Feature: 9/10/2004
Stranger Than Paradise
How Tom DeLay's deregulatory ideology stretched to the island of Saipan BY LOU DUBOSE AND JAN REID
The following article is excerpted from the book
The Hammer: Tom DeLay: God, Money, and the Rise of the Republican Congress by Lou Dubose and Jan Reid. Copyright ©2004. Reprinted by arrangement with PublicAffairs. All rights reserved.
At first look the island of Saipan is a tropical paradise: white sand beaches, palm trees billowing in the breeze, glimmering turquoise sea, dramatic rock cliffs rising from the mist and foam of crashing waves, reefs teeming with wildly hued fish, snorkelers, and scuba divers. Saipan is also the name of a small city beside the sea that is the capital of the Commonwealth of the Northern Mariana Islands. In the late 1990s this remote out-post of America, 9,000 miles across the Pacific from California, offered a vision of what the nation might look like if Tom DeLay had his deregulatory way. DeLay’s adventure in Saipan illustrates how his agenda had changed: from trying to disable the EPA to imposing his ideology and will on whole territories and economies. And the implementation of his ideas would increase the riches of the loyalists who in turn keep the maw of his political leviathan stuffed with money. Here was a land newly born to American dominion, a place and people that had never been corrupted by federal regulation. Saipan was his grand experiment—a construction of the world as he wished it to be. “It is a perfect Petri dish of capitalism,” DeLay enthused in 1997. “It’s like my Galapagos Island.”
The free-market laboratory experiment and the opportunities of vast profit could be carried out in virtual secrecy. Few Americans born after World War II are aware that Saipan exists. If you surf the Internet for references, you are most often rewarded with obituaries of old Marines. In mid-1944 Saipan, which rises from the Pacific near Guam, became a crucial objective in America’s tortuous strategy of island-hopping toward fortress Japan. When Saipan fell, the U.S. would be positioned to build an airfield on nearby Tinian from which the decisive bombing missions of the war were flown. But the strategic victory did not come easily; Marines speak of Saipan with the same reverence and horror they attach to Iwo Jima and Guadalcanal. The U.S. military committed 70,000 troops to overwhelm a forty-seven-square-mile island. The GIs suffered nearly 17,000 casualties during the twenty-five-day battle, including 3,225 killed in action. The slaughter of the Japanese on Saipan was almost unimaginable. The recorded total of their soldiers killed was 23,811—five hundred per square mile. And, though estimates vary, up to 18,000 civilians jumped to their deaths from the towering cliffs, rather than give up to the advancing Marines. The mass suicide convinced the U.S. military that the Japanese would never surrender to invaders of their homeland: Saipan moved Harry Truman toward his decision to drop the atomic bomb.
After the war, the Marianas became a trust territory of the United Nations, the United States its administering authority. The navy governed the islands until 1962, when their rule was transferred to the Department of the Interior. In 1975, during the administration of Gerald Ford, the islanders voted overwhelmingly in a self-rule plebiscite to continue embracing the sovereignty of the United States as a commonwealth. Eleven years passed before Ronald Reagan formally made that covenant into law. Though the Marianas’ indigenous peoples had won their prized U.S. citizenship, the entire population then amounted to one small town. In an effort to jump-start an economy, federal negotiators granted control of immigration, wage, and workplace standards to the commonwealth government. That’s when the islands grabbed the attention of rich people in Hong Kong, Taiwan, and South Korea.
The most affluent and powerful man in the Marianas was a naturalized U.S. citizen named Willie Tan. Tan Holdings Corporation, founded by the tycoon’s father in Hong Kong, included Saipan’s largest garment factories, several hotels, a bank, travel agencies, ice cream parlors; the largest newspaper in the islands, the Saipan Tribune, was the company’s mouthpiece. Tan and other venture capitalists had realized they could create a garment industry that was fully protected by U.S. trade laws and virtually immune to the obstructions of federal regulation. Imports from the U.S. came into the Marianas duty-free and without quotas, and exports from the islands moved past U.S. Customs without stirring so much as a breeze. For the venture capitalists on Saipan, the commonwealth status enabled them to circumvent quotas on Chinese textile exports to the United States. The investment capital behind the factories was largely Chinese. The plants were run like factories in China. Even the fabric was Chinese.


### [Task to carry out]
Although the records contain pictures, repeat only the text of every line exactly.

### [Data to examine]

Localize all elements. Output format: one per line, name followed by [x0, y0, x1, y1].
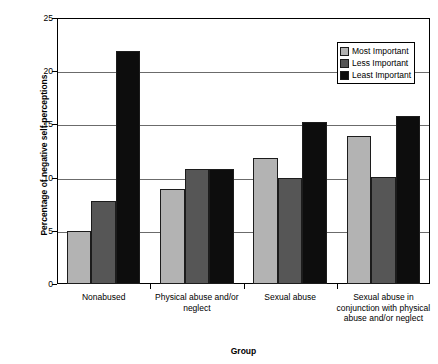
y-tick-label: 15: [23, 120, 53, 129]
bar: [116, 51, 141, 284]
legend-item: Least Important: [340, 69, 411, 81]
legend-swatch-icon: [340, 47, 349, 56]
y-axis-title: Percentage of negative self-perceptions: [39, 25, 49, 285]
bar: [160, 189, 185, 284]
bar: [209, 169, 234, 284]
legend-item: Most Important: [340, 45, 411, 57]
y-tick-label: 0: [23, 280, 53, 289]
bar: [67, 231, 92, 284]
bar: [253, 158, 278, 284]
y-tick-mark: [52, 284, 57, 285]
legend-swatch-icon: [340, 71, 349, 80]
x-tick-mark: [337, 284, 338, 289]
bar-chart: Percentage of negative self-perceptions …: [0, 0, 438, 364]
bar: [302, 122, 327, 284]
bar: [347, 136, 372, 284]
bar: [91, 201, 116, 284]
y-tick-label: 5: [23, 227, 53, 236]
legend-label: Most Important: [352, 47, 409, 56]
bar: [396, 116, 421, 284]
x-tick-label: Sexual abuse: [247, 292, 333, 303]
bar: [185, 169, 210, 284]
bar: [371, 177, 396, 284]
chart-legend: Most ImportantLess ImportantLeast Import…: [337, 42, 415, 84]
legend-label: Less Important: [352, 59, 408, 68]
x-axis-title: Group: [57, 346, 430, 356]
y-tick-label: 10: [23, 174, 53, 183]
legend-item: Less Important: [340, 57, 411, 69]
legend-swatch-icon: [340, 59, 349, 68]
x-tick-mark: [244, 284, 245, 289]
legend-label: Least Important: [352, 71, 411, 80]
x-tick-label: Physical abuse and/or neglect: [149, 292, 245, 313]
y-tick-label: 25: [23, 14, 53, 23]
x-tick-label: Sexual abuse in conjunction with physica…: [335, 292, 431, 324]
x-tick-mark: [150, 284, 151, 289]
y-tick-label: 20: [23, 67, 53, 76]
bar: [278, 178, 303, 284]
x-tick-label: Nonabused: [61, 292, 147, 303]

### [Reply to the exercise]
Localize all elements. Output format: one per line, name followed by [x0, y0, x1, y1].
y-tick-label: 15: [23, 120, 53, 129]
bar: [116, 51, 141, 284]
legend-item: Least Important: [340, 69, 411, 81]
legend-swatch-icon: [340, 47, 349, 56]
y-axis-title: Percentage of negative self-perceptions: [39, 25, 49, 285]
bar: [160, 189, 185, 284]
bar: [209, 169, 234, 284]
legend-item: Most Important: [340, 45, 411, 57]
y-tick-label: 0: [23, 280, 53, 289]
bar: [67, 231, 92, 284]
bar: [253, 158, 278, 284]
y-tick-mark: [52, 284, 57, 285]
legend-swatch-icon: [340, 71, 349, 80]
x-tick-mark: [337, 284, 338, 289]
bar-chart: Percentage of negative self-perceptions …: [0, 0, 438, 364]
bar: [302, 122, 327, 284]
bar: [347, 136, 372, 284]
bar: [91, 201, 116, 284]
y-tick-label: 5: [23, 227, 53, 236]
legend-label: Most Important: [352, 47, 409, 56]
bar: [396, 116, 421, 284]
x-tick-label: Sexual abuse: [247, 292, 333, 303]
bar: [185, 169, 210, 284]
bar: [371, 177, 396, 284]
chart-legend: Most ImportantLess ImportantLeast Import…: [337, 42, 415, 84]
legend-label: Less Important: [352, 59, 408, 68]
x-axis-title: Group: [57, 346, 430, 356]
y-tick-label: 10: [23, 174, 53, 183]
legend-item: Less Important: [340, 57, 411, 69]
legend-swatch-icon: [340, 59, 349, 68]
x-tick-mark: [244, 284, 245, 289]
legend-label: Least Important: [352, 71, 411, 80]
x-tick-label: Physical abuse and/or neglect: [149, 292, 245, 313]
y-tick-label: 25: [23, 14, 53, 23]
x-tick-label: Sexual abuse in conjunction with physica…: [335, 292, 431, 324]
x-tick-mark: [150, 284, 151, 289]
y-tick-label: 20: [23, 67, 53, 76]
bar: [278, 178, 303, 284]
x-tick-label: Nonabused: [61, 292, 147, 303]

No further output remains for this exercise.